Wigan Album
Graves and Monuments
14 CommentsPhoto: Rev David Long
Item #: 34087
Is that how The Oddfellows Hall in Standish got it’s name?
I was only a young girl when I worked in a chemists in Standish but I remember a lot of names of roads from the prescriptions we used to get in, and there was a Bentham Road....would it have been named after William Bentham, I wonder?
Indeed, Linda. You'll notice William's son, Robert George, is also commemorated on the headstone - being killed in WW1. He would probably have been named on the Lodge's Roll of Honour, which listed all members who served and all who died in the war. It was unveiled in the Black Bull pub, presumably with sentiments such as 'They will be held in everlasting remembrance' in 1922... but has disappeared. Whether it was still around when the Oddfellows quit their Hall in Church Street, and was taken away for safety... or left to its fate, is unknown. I only know about it because of the report of its unveiling in the Wigan Observer of the time.
IRENE. Bentham Rd was named after the family that owned the land it was built on, they were farmers, the farmhouse Broomfield House on Bradley Lane is still occupied. If you remember the Palace Cinema on High Street in Standish the Bentham's owned that.
Thankyou Roy. It was 1970-1973 when I worked at the chemists and I don't recall a cinema at all. I worked on High Street so the cinema must have gone by then.
Irene if my memory serves me right, when you came out of the chemists and turned left, go forward and I think the first street on the left was Smalley Street and the pictures was on the opposite corner.

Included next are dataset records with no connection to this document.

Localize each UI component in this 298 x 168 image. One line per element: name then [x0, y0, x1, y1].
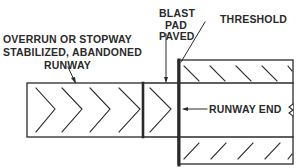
overrun-label-line1: OVERRUN OR STOPWAY: [3, 33, 132, 45]
hatch-mark: [211, 143, 226, 159]
overrun-label-line2: STABILIZED, ABANDONED: [3, 46, 142, 58]
runway-diagram: OVERRUN OR STOPWAY STABILIZED, ABANDONED…: [0, 0, 298, 168]
chevron: [62, 88, 82, 132]
hatch-mark: [238, 143, 253, 159]
hatch-mark: [236, 66, 251, 81]
chevron: [36, 88, 55, 132]
hatch-mark: [288, 66, 292, 71]
blast-pad-label-line1: BLAST: [159, 7, 195, 19]
chevron: [90, 88, 110, 132]
break-symbol: [289, 104, 293, 116]
blast-pad-chevron: [150, 88, 171, 132]
hatch-mark: [288, 154, 292, 159]
upper-hatch-marks: [184, 66, 292, 81]
hatch-mark: [184, 66, 199, 81]
lower-hatch-marks: [184, 143, 292, 159]
blast-pad-label-line3: PAVED: [159, 30, 195, 42]
chevron: [119, 88, 140, 132]
runway-end-arrowhead: [182, 107, 188, 111]
hatch-mark: [262, 66, 277, 81]
hatch-mark: [210, 66, 225, 81]
overrun-chevrons: [36, 88, 140, 132]
threshold-label: THRESHOLD: [220, 13, 287, 25]
blast-pad-arrowhead: [164, 77, 168, 83]
overrun-area: [27, 83, 143, 137]
hatch-mark: [184, 143, 199, 159]
runway-end-label: RUNWAY END: [209, 103, 282, 115]
hatch-mark: [265, 143, 280, 159]
overrun-label-line3: RUNWAY: [44, 59, 91, 71]
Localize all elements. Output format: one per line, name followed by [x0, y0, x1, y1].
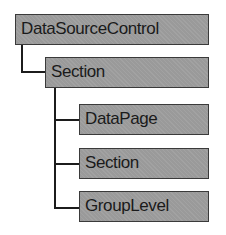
connector-to-grouplevel — [54, 207, 80, 209]
connector-to-section2 — [54, 163, 80, 165]
connector-root-to-section — [21, 71, 46, 73]
node-section: Section — [45, 57, 209, 88]
node-datasourcecontrol: DataSourceControl — [15, 14, 209, 45]
connector-root-vertical — [21, 45, 23, 73]
connector-section-vertical — [54, 88, 56, 209]
connector-to-datapage — [54, 119, 80, 121]
node-section-child: Section — [79, 148, 209, 179]
node-grouplevel: GroupLevel — [79, 191, 209, 222]
node-datapage: DataPage — [79, 104, 209, 135]
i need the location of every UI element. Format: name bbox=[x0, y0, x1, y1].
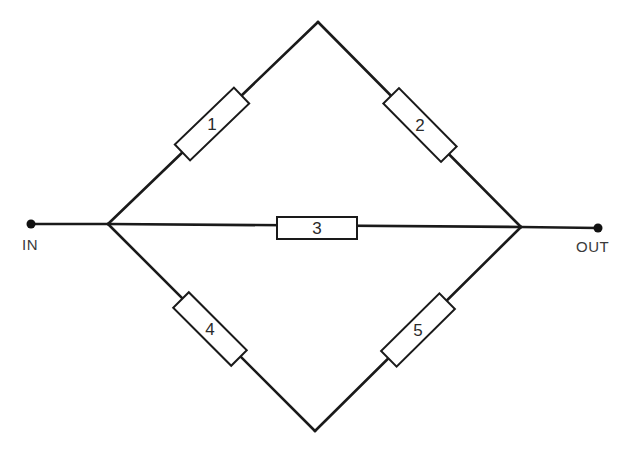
input-terminal-label: IN bbox=[22, 236, 38, 253]
resistor-1-label: 1 bbox=[207, 115, 216, 134]
resistor-5: 5 bbox=[381, 293, 455, 366]
resistor-4-label: 4 bbox=[205, 320, 214, 339]
resistor-3: 3 bbox=[277, 217, 357, 239]
resistor-1: 1 bbox=[175, 88, 249, 161]
resistor-2: 2 bbox=[383, 88, 456, 162]
resistor-2-label: 2 bbox=[415, 116, 424, 135]
output-wire bbox=[521, 227, 598, 228]
resistor-3-label: 3 bbox=[312, 219, 321, 238]
resistor-4: 4 bbox=[173, 292, 247, 366]
resistor-5-label: 5 bbox=[413, 321, 422, 340]
output-terminal-label: OUT bbox=[576, 238, 609, 255]
output-terminal-dot bbox=[594, 224, 603, 233]
bridge-network-diagram: IN OUT 1 2 3 4 5 bbox=[0, 0, 637, 451]
input-terminal-dot bbox=[27, 220, 36, 229]
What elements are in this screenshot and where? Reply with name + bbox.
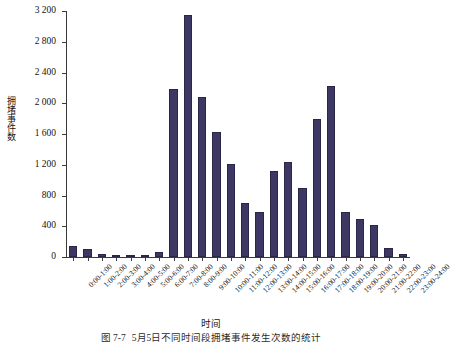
y-axis-tick: 800: [62, 196, 66, 197]
x-axis-title: 时间: [0, 316, 422, 330]
bar: [298, 188, 307, 257]
y-axis-tick: 2 400: [62, 73, 66, 74]
bar: [341, 212, 350, 257]
bar: [227, 164, 236, 257]
y-axis-tick: 1 200: [62, 165, 66, 166]
bar: [112, 255, 121, 257]
caption-text: 5月5日不同时间段拥堵事件发生次数的统计: [132, 333, 322, 343]
y-axis-tick: 1 600: [62, 134, 66, 135]
bar: [370, 225, 379, 257]
bar: [255, 212, 264, 257]
y-axis-tick: 2 000: [62, 103, 66, 104]
y-axis-tick-label: 400: [42, 220, 56, 231]
bar: [98, 254, 107, 257]
y-axis-tick-label: 1 200: [35, 159, 56, 170]
y-axis-tick-label: 2 000: [35, 97, 56, 108]
y-axis-tick-label: 2 800: [35, 36, 56, 47]
figure-caption: 图 7-75月5日不同时间段拥堵事件发生次数的统计: [0, 332, 422, 344]
bar: [141, 255, 150, 257]
y-axis-tick-label: 0: [51, 251, 56, 262]
bar: [284, 162, 293, 257]
bar: [356, 219, 365, 257]
bar: [212, 132, 221, 257]
bar: [270, 171, 279, 257]
y-axis-tick-label: 800: [42, 190, 56, 201]
bar: [327, 86, 336, 257]
bar: [184, 15, 193, 257]
x-axis-tick-labels: 0:00-1:001:00-2:002:00-3:003:00-4:004:00…: [66, 258, 410, 318]
y-axis-tick: 400: [62, 226, 66, 227]
bar: [169, 89, 178, 257]
bar: [313, 119, 322, 257]
bar: [155, 252, 164, 257]
y-axis-title: 拥堵事件数: [2, 96, 16, 141]
bar: [69, 246, 78, 257]
y-axis-tick: 3 200: [62, 11, 66, 12]
bar: [126, 255, 135, 257]
bar: [83, 249, 92, 257]
bar: [384, 248, 393, 257]
y-axis-tick-label: 2 400: [35, 67, 56, 78]
bar: [198, 97, 207, 257]
caption-number: 图 7-7: [101, 333, 126, 343]
y-axis-tick-label: 1 600: [35, 128, 56, 139]
bar: [399, 254, 408, 257]
y-axis-tick: 2 800: [62, 42, 66, 43]
y-axis-tick-label: 3 200: [35, 5, 56, 16]
bar: [241, 203, 250, 257]
y-axis-line: [66, 11, 67, 258]
plot-area: 04008001 2001 6002 0002 4002 8003 200: [66, 11, 410, 258]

Hi Irene, i thought after i had posted that it was probably before your time.
Linma, sorry you're quite a way off with Smalley Street, the cinema was on the corner of Cross Street and High Street.
Roy, you’re right and I’m wrong, it’s an age thing.
Curious thing about the Bentham name - St Wilfrid's Registers show the name as Bentam in the 17th Century (when their online Registers begin) - but it becomes Bentham in the 18th century - with some Marriages recording Benthom in the 1720s only.
Hi David, having spent more than twenty years tracing my family tree going back to the 1200's and beyond and accumulating hundreds of copies of church documents which include many alternative and misspellings of surnames, it was obvious that in many cases the 'person' involved could neither read nor write, therefore, although they knew their name they couldn't spell it and the cleric wrote what he heard or thought he had heard or his version of the name. An example of one of my own surname mistakes was the marriage of my 8th Gt Grandfather Henry Huxley in 1671 his name in the Shropshire Parish Records became Huksly.
Roy
I have noticed the same with place names but I then wonder what is the correct spelling if it kept changing
Hello Roy and Tom,can you imagine how many misspellings there's been about my my maiden name...McGovern.
The Oddfellows Hall was on Church Street Standish, recently demolished to make a car park for and at the back of the Vet's on the High Street, there is an alleyway through from Potters Bar carpark . Some of the stones with names on are set into the carpark wall.